Under MTD from April 2026, he will need approved software, because his accountant cannot submit on his behalf without it. He will need to log income and expenses digitally, either by photographing receipts or connecting his business bank account to an app. He will make four quarterly submissions and one final declaration. His accountant may still be involved for the final declaration, but the quarterly admin shifts largely to him.
His real costs are not just the software subscription (call it £15 a month, or £180 a year). They are the time cost of building a new habit: estimated by HMRC at between two and three additional hours per quarter in the first year, reducing to one hour per quarter once the process is established. That is eight to twelve additional hours in year one. For a tradesperson billing at £45 an hour, the opportunity cost is between £360 and £540 on top of the software.
None of this makes MTD unworkable for him. It makes it a genuine cost that HMRC's promotional materials tend to gloss over. The right response is not to resist but to choose the simplest compliant tool available and build the record-keeping habit before the April 2026 deadline, not in the week after it.
Choosing Compliance Without Overthinking It

The instinct many sole traders have is to either ignore MTD until the last possible moment or to over-invest in a full accounting suite they will use at ten percent capacity. Both responses are understandable. Neither is optimal.
If you are a sole trader with straightforward income from one trade, one set of business expenses, and no employees, you do not need payroll features, multi-currency support, or project profitability reports. You need something that records income and expenses, categorises them, and submits quarterly updates to HMRC. Full stop.
The MTD Under the Threshold: Are You Actually Safe? post covers the edge cases for those uncertain about their threshold status. And if you are working with an accountant and wondering how MTD changes that relationship, Do I Need MTD If I Have an Accountant? answers that directly.

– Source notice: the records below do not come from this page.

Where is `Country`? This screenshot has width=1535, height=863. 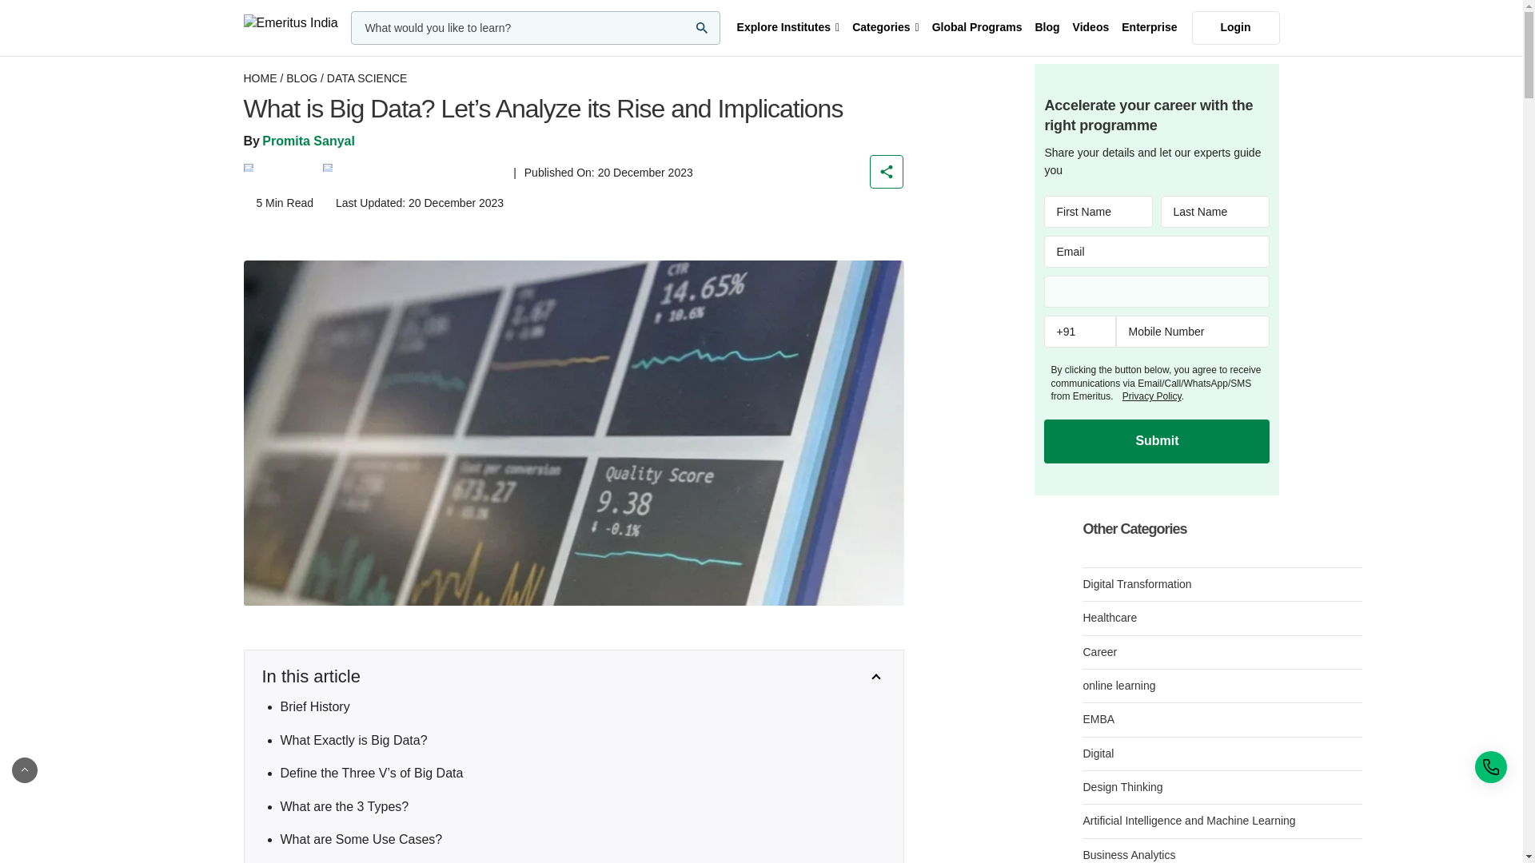 Country is located at coordinates (1156, 291).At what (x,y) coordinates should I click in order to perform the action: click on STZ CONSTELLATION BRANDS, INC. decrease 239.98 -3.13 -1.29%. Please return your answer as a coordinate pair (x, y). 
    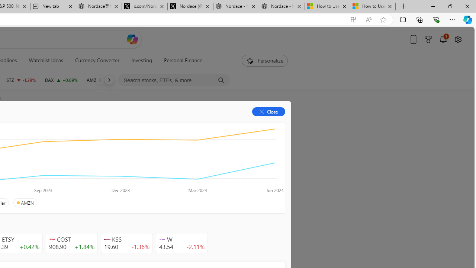
    Looking at the image, I should click on (21, 80).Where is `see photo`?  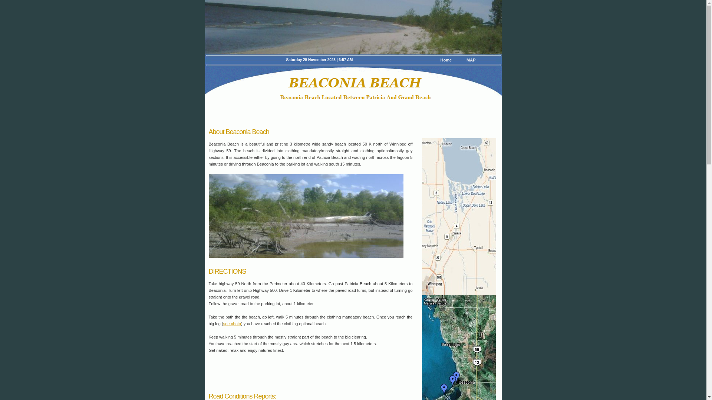 see photo is located at coordinates (232, 324).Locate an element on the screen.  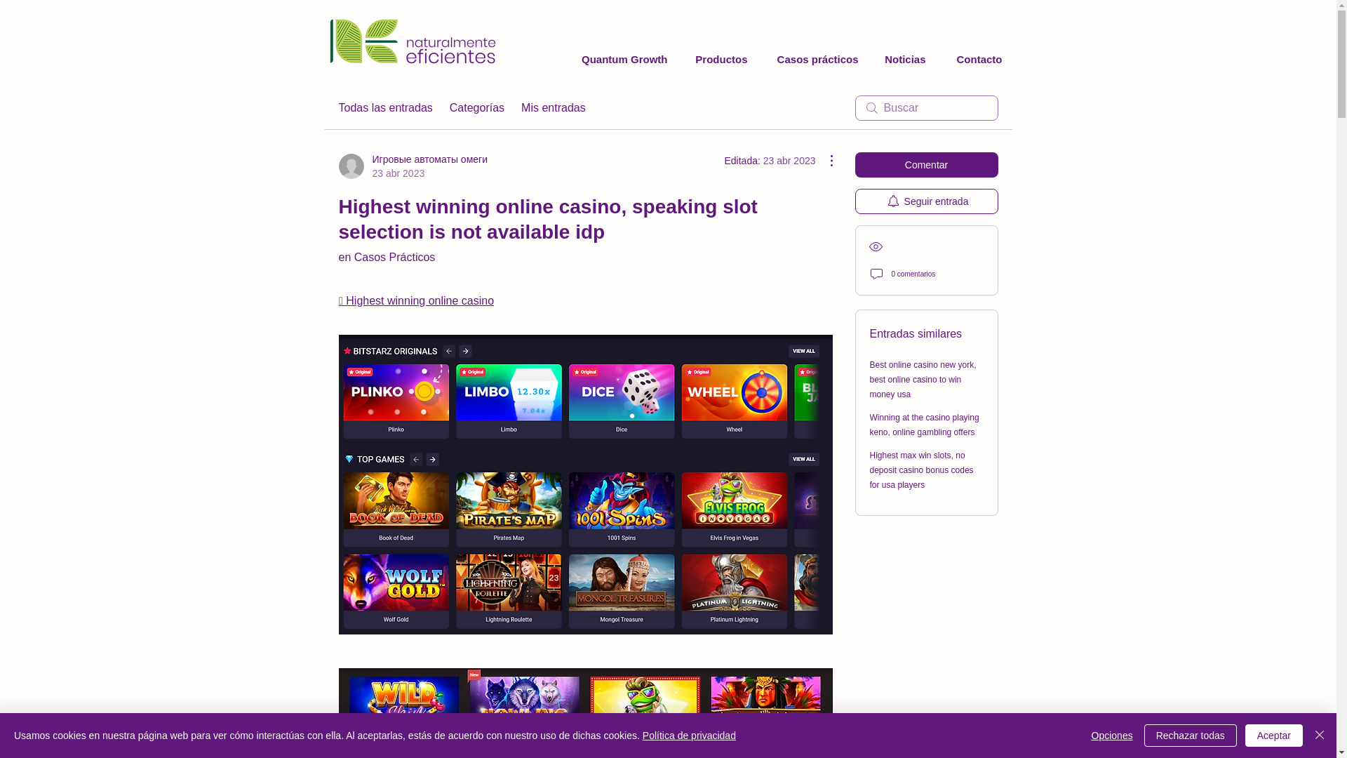
Noticias is located at coordinates (902, 59).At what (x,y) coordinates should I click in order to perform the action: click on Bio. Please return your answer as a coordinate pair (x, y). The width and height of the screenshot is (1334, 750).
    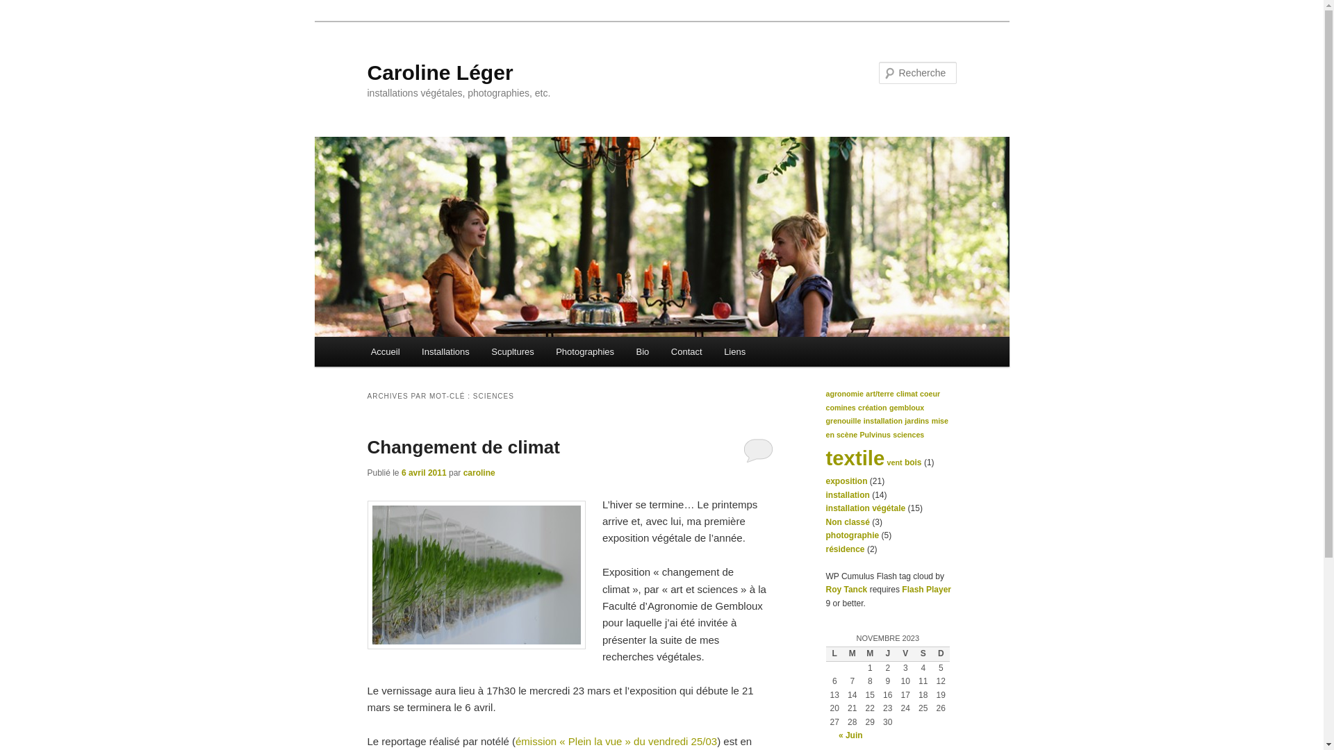
    Looking at the image, I should click on (643, 352).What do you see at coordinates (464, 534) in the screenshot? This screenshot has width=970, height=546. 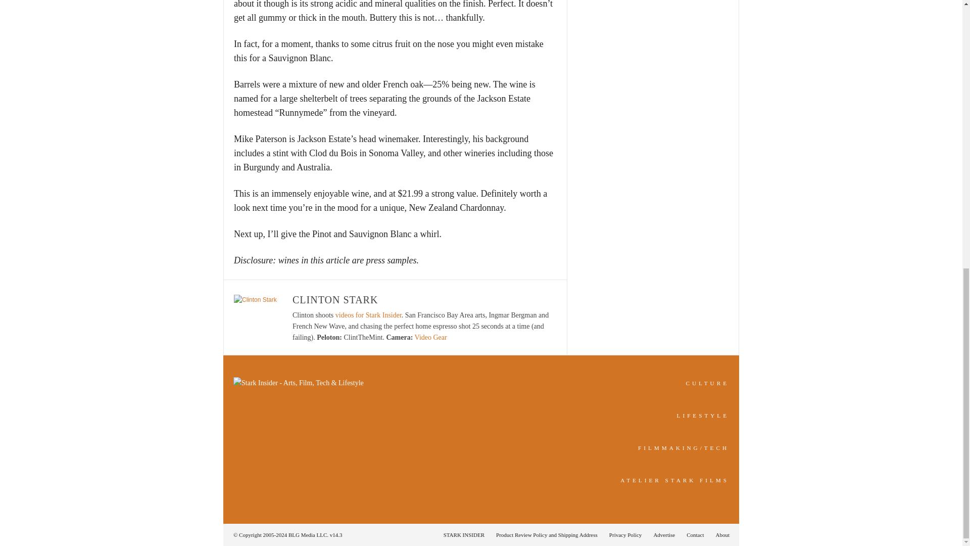 I see `STARK INSIDER` at bounding box center [464, 534].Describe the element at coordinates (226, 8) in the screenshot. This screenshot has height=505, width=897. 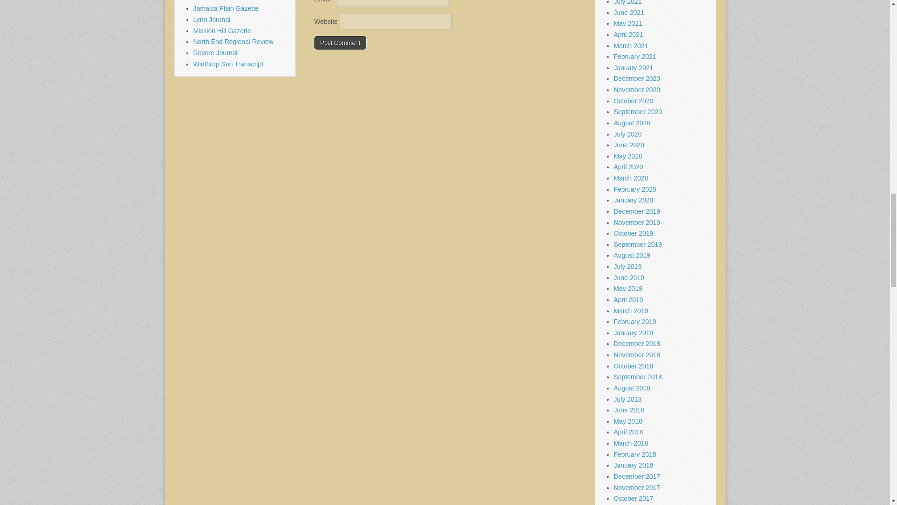
I see `Jamaica Plain Gazette` at that location.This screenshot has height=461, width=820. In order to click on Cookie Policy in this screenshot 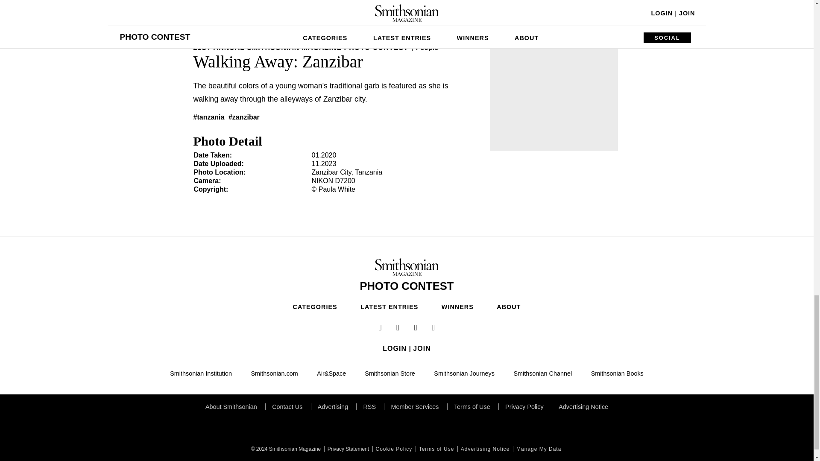, I will do `click(393, 449)`.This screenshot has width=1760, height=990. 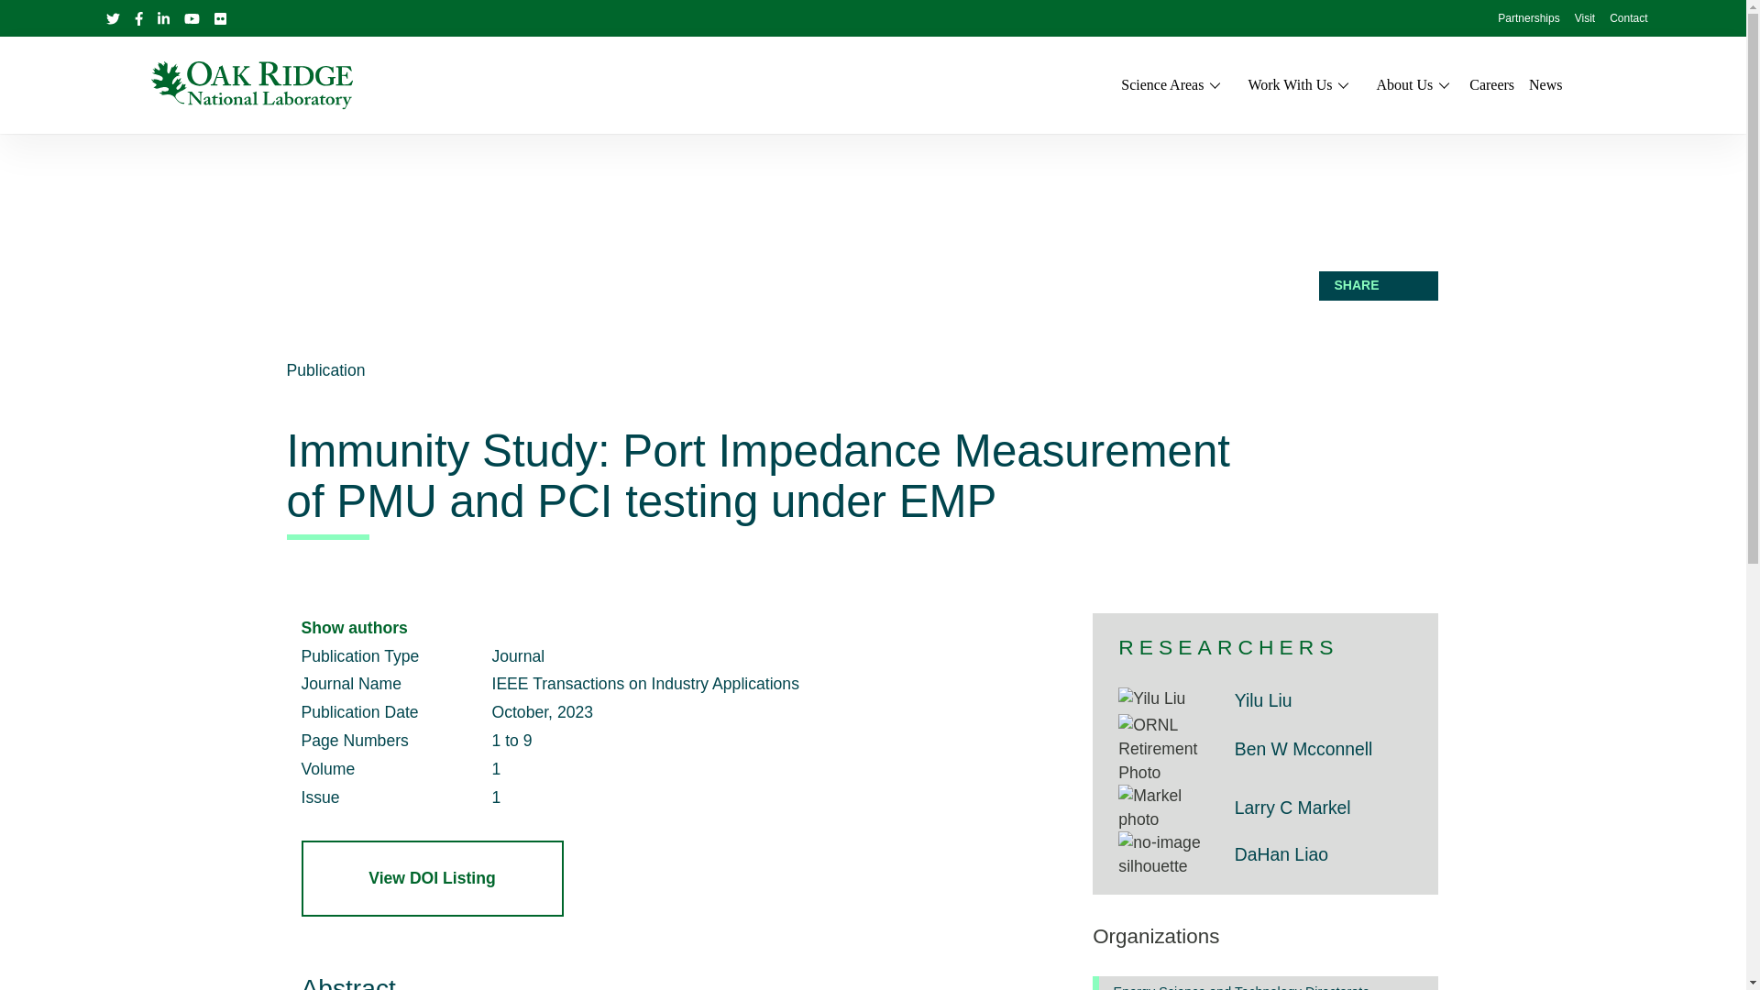 What do you see at coordinates (191, 18) in the screenshot?
I see `YouTube` at bounding box center [191, 18].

For everyone else: Making Tax Digital is not going away a fifth time. The software ecosystem is now genuinely functional, the HMRC pilot programme has been running since 2022, and the political cost of another delay would be significant. April 2026 is real.
The electrician in the East Midlands, the plumber in Cardiff, the freelance designer in Manchester: all of them have enough time to get this right without panic, without overspending, and without surrendering a weekend to an accounting suite built for a fifty-person firm.
You started self-employment to be in control of your own work. Making Tax Digital does not have to take that control away. It just needs a system simple enough that it does not become another job on top of your actual job.
HMRC announced this in 2015, delayed it four times, and it arrives in April 2026. That is nine years of runway to build a habit that takes about an hour a month. Start this month, not next January.